By Sarah Downs

Inescapable is an odd little show.  It starts anywhere (or no-where) and ends in a different, equally ambiguous anywhere, from which there is, as the title suggests, no escape.  Welcome to the trippy world of Oscar Madison and Felix Unger, if The Odd Couple had been written by Samuel Beckett.

Two friends, Martin Dockery and Jon Paterson, have ‘escaped’ to the kitchen from the party Dockery and his wife are throwing.  There they ponder the function of an imaginary device Paterson has found and which they eventually imbue with near magical powers.  Is it a time machine?  Is it a barrier?  Is it a trap?

As they go over the same terrain repeatedly with small variations in dialogue, the pair find themselves traveling down side roads of parallel meaning.  They embark on a journey of mid-life crisis that has no resolution.  Then again, does mid-life crisis ever have any resolution other than the passage of time and memory?

In this circular discussion of days of the future passed, Dockery finds himself growing more and more anxious.  He is the more emotional of the two men – the uptight “man” to Paterson’s laid back “dude.”  Paterson’s revelations have turned up the heat under Dockery’s paranoia.  He concludes that love is evil.  Alas, the progression of short term memory loss that now haunts the two won’t save them, because, as Dockery says, feelings travel back in time with you.  The only way backward is forward, but which way is forward? The point of reference moves continually.

Inescapable is diverting and well performed but fails to take us anywhere.  In its brevity it feels more like an exercise than a finished product.  Paterson and Dockery give it all they’ve got, keeping the energy going with fast paced dialogue and clear focus.  They do build to one emotional moment.  It is a much welcome pause.  You think maybe the silence will restart the engine but drive the piece in a different direction.  Alas, we just go back to the beginning, with no reprieve.  Twelve rounds, no decision.

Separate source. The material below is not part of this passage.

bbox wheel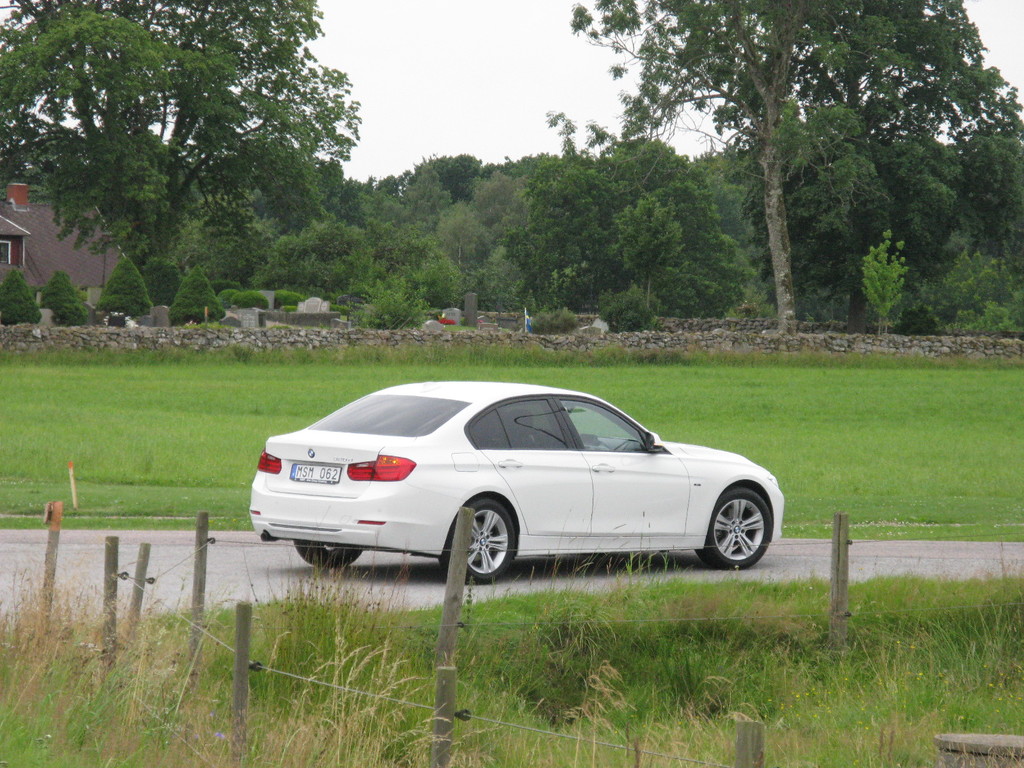
[x1=444, y1=498, x2=515, y2=584]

Inescapable, written by Martin Dockery, directed by Vanessa Quesnelle,

WITH Martin Dockery and Jon Paterson

Presented by the by the Concrete Drops Theatre Company, at the SoHo Playhouse (15 Van Dam Street); November 20, 24, 25, 27, 28, 29 and 30; all shows 7:00 pm. Tickets are $39/$25 and can be purchased at SoHo Playhouse.com or 212-691-1555 or by visiting www.fringeencores.org.  Runtime: 45 minutes, no intermission.